Last year, following the arrival of Peter E. Kukielski as NYBG’s curator of the rose collections, the garden was completely restored, with at least 400 underachievers removed, and more than 1,700 plants added. Many of them were imported from England, France, Germany, Italy, and Canada, as well as Texas and Iowa, to bring to the garden the most up-to-date varieties of roses. This month, the new plantings have come into their own, and the 1.04-acre garden flourishes as never before with varieties that will bloom all summer into fall.
A walk in the garden — preferably in the fresh morning hours — is enhanced by realizing the individual history each rose brings to this resplendent and fragrant array across 83 beds. Mr. Kukielski continues Farrand’s tradition of highlighting the shrub-like heritage or antique roses across the back border. From ancient times, in both the East and West, roses have been symbolic to important rituals and daily habits. Simply reading the label for the Rosa gallica officinalis recalls the discovery of its medicinal qualities that gave it the name Apothecary’s Rose when it became established in the little town of Provins in the Champagne region of France.
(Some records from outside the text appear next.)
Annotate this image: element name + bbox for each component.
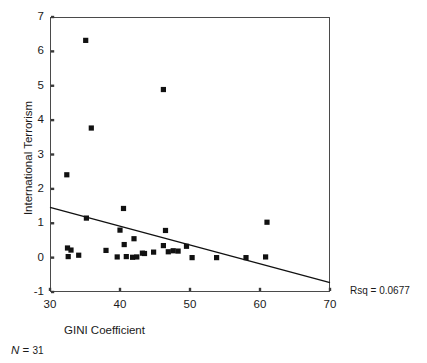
regression-line-group [50, 207, 330, 282]
y-tick-label: 7 [16, 11, 44, 23]
x-tick-mark [329, 288, 331, 291]
data-point-marker [243, 255, 248, 260]
data-point-marker [89, 125, 94, 130]
y-tick-label: -1 [16, 286, 44, 298]
data-point-marker [68, 247, 73, 252]
x-tick-mark [189, 288, 191, 291]
x-tick-label: 50 [175, 299, 205, 311]
data-point-marker [84, 215, 89, 220]
data-point-marker [134, 254, 139, 259]
data-point-marker [64, 172, 69, 177]
data-point-marker [176, 248, 181, 253]
n-equals: = [19, 344, 32, 356]
data-point-marker [122, 242, 127, 247]
y-tick-mark [51, 291, 54, 293]
y-tick-mark [51, 85, 54, 87]
data-point-marker [117, 228, 122, 233]
data-point-marker [190, 255, 195, 260]
data-point-marker [163, 228, 168, 233]
rsq-annotation: Rsq = 0.0677 [350, 285, 410, 296]
data-point-marker [184, 244, 189, 249]
data-point-marker [142, 251, 147, 256]
x-tick-label: 70 [315, 299, 345, 311]
x-tick-mark [49, 288, 51, 291]
data-point-marker [171, 248, 176, 253]
data-point-marker [161, 243, 166, 248]
data-point-marker [115, 254, 120, 259]
data-point-marker [151, 250, 156, 255]
y-tick-mark [51, 119, 54, 121]
data-point-marker [263, 254, 268, 259]
y-tick-mark [51, 50, 54, 52]
x-tick-label: 30 [35, 299, 65, 311]
x-tick-mark [119, 288, 121, 291]
data-point-marker [83, 38, 88, 43]
data-point-marker [161, 87, 166, 92]
data-point-marker [214, 255, 219, 260]
data-point-marker [124, 254, 129, 259]
x-tick-label: 40 [105, 299, 135, 311]
tick-marks-group [49, 16, 331, 293]
y-tick-mark [51, 16, 54, 18]
n-count: 31 [32, 345, 43, 356]
y-axis-title: International Terrorism [22, 83, 34, 233]
regression-line [50, 207, 330, 282]
data-point-marker [121, 206, 126, 211]
data-point-marker [103, 248, 108, 253]
y-tick-label: 0 [16, 252, 44, 264]
data-point-marker [76, 253, 81, 258]
sample-size-annotation: N = 31 [11, 344, 44, 356]
data-point-marker [66, 254, 71, 259]
data-points-group [64, 38, 269, 260]
x-axis-title: GINI Coefficient [64, 324, 145, 336]
x-tick-label: 60 [245, 299, 275, 311]
y-tick-mark [51, 222, 54, 224]
data-point-marker [264, 220, 269, 225]
y-tick-label: 6 [16, 45, 44, 57]
x-tick-mark [259, 288, 261, 291]
data-point-marker [131, 236, 136, 241]
y-tick-mark [51, 256, 54, 258]
y-tick-mark [51, 188, 54, 190]
data-point-marker [166, 249, 171, 254]
scatter-plot-figure: -101234567 3040506070 International Terr… [0, 0, 427, 363]
y-tick-mark [51, 153, 54, 155]
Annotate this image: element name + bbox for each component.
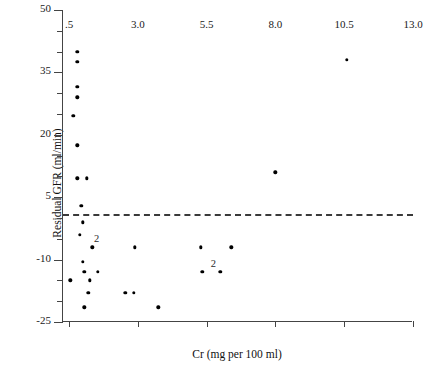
x-tick-label-13.0: 13.0 [403,19,422,30]
y-tick-label-20: 20 [40,128,51,139]
data-point [124,291,127,294]
data-point [201,270,204,273]
y-tick--15 [57,280,63,281]
x-axis-label: Cr (mg per 100 ml) [62,348,412,360]
data-point [82,306,85,309]
data-point [199,245,202,248]
data-point [91,245,94,248]
y-tick--20 [57,301,63,302]
plot-area: -25-105203550 .53.05.58.010.513.0 22 [62,10,412,322]
x-tick-label-8.0: 8.0 [269,19,283,30]
x-tick-13.0 [413,321,414,327]
data-point [76,50,79,53]
overlap-count-label: 2 [94,234,99,245]
scatter-plot-figure: Residual GFR (ml/min) -25-105203550 .53.… [0,0,427,366]
y-tick-label-50: 50 [40,3,51,14]
x-tick-3.0 [138,321,139,327]
y-tick-40 [57,52,63,53]
x-tick-5.5 [207,321,208,327]
data-point [274,171,277,174]
y-tick-label-5: 5 [46,190,52,201]
data-point [345,58,348,61]
y-tick--25: -25 [54,322,63,323]
data-point [88,279,91,282]
y-tick-25 [57,114,63,115]
data-point [76,143,79,146]
data-point [76,177,79,180]
y-tick-0 [57,218,63,219]
data-point [87,291,90,294]
data-point [71,114,74,117]
data-point [78,233,81,236]
y-tick-label--25: -25 [36,315,51,326]
x-tick-.5 [69,321,70,327]
y-axis-label: Residual GFR (ml/min) [51,128,63,237]
data-point [76,85,79,88]
data-point [219,270,222,273]
x-tick-label-5.5: 5.5 [200,19,214,30]
x-tick-label-10.5: 10.5 [335,19,354,30]
data-point [81,220,84,223]
data-point [157,306,160,309]
y-tick-10 [57,176,63,177]
data-point [81,260,84,263]
data-point [76,96,79,99]
y-tick-label-35: 35 [40,65,51,76]
y-tick-50: 50 [54,10,63,11]
data-point [85,177,88,180]
data-point [230,245,233,248]
y-tick-30 [57,93,63,94]
data-point [80,204,83,207]
data-point [96,270,99,273]
data-point [76,60,79,63]
y-tick--10: -10 [54,260,63,261]
x-tick-label-.5: .5 [65,19,73,30]
x-tick-label-3.0: 3.0 [131,19,145,30]
y-tick-label--10: -10 [36,253,51,264]
y-tick-5: 5 [54,197,63,198]
y-tick-15 [57,156,63,157]
y-tick-45 [57,31,63,32]
data-point [69,279,72,282]
y-tick-20: 20 [54,135,63,136]
x-tick-8.0 [275,321,276,327]
data-point [132,291,135,294]
y-tick-35: 35 [54,72,63,73]
reference-line [63,214,413,216]
y-tick--5 [57,239,63,240]
data-point [82,270,85,273]
overlap-count-label: 2 [211,259,216,270]
data-point [133,245,136,248]
x-tick-10.5 [344,321,345,327]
As Mr. Kukielski said: “In 1867, the first rose was hybridized, a hybrid tea rose called ‘Rose of France’ that introduced the modern era.” Hardier varieties are bred now, he says, to be more fragrant, even thornless and disease-resistant. Beyond emphasizing the garden’s encyclopedic purpose, Mr. Kukielski has mastered the art of planting one family of flower around the perimeter so that they show off tremendous variety of color, form, and foliage as in any other mixed flower border. And in the central beds, great swaths or solid blocks of floribundas in one color, like reds blending into apricots, make for a dramatic palette.
David Rockefeller returned to the garden for a visit last week on this anniversary. Although his wife died in 1996, the deep red Peggy Rockefeller roses are blooming.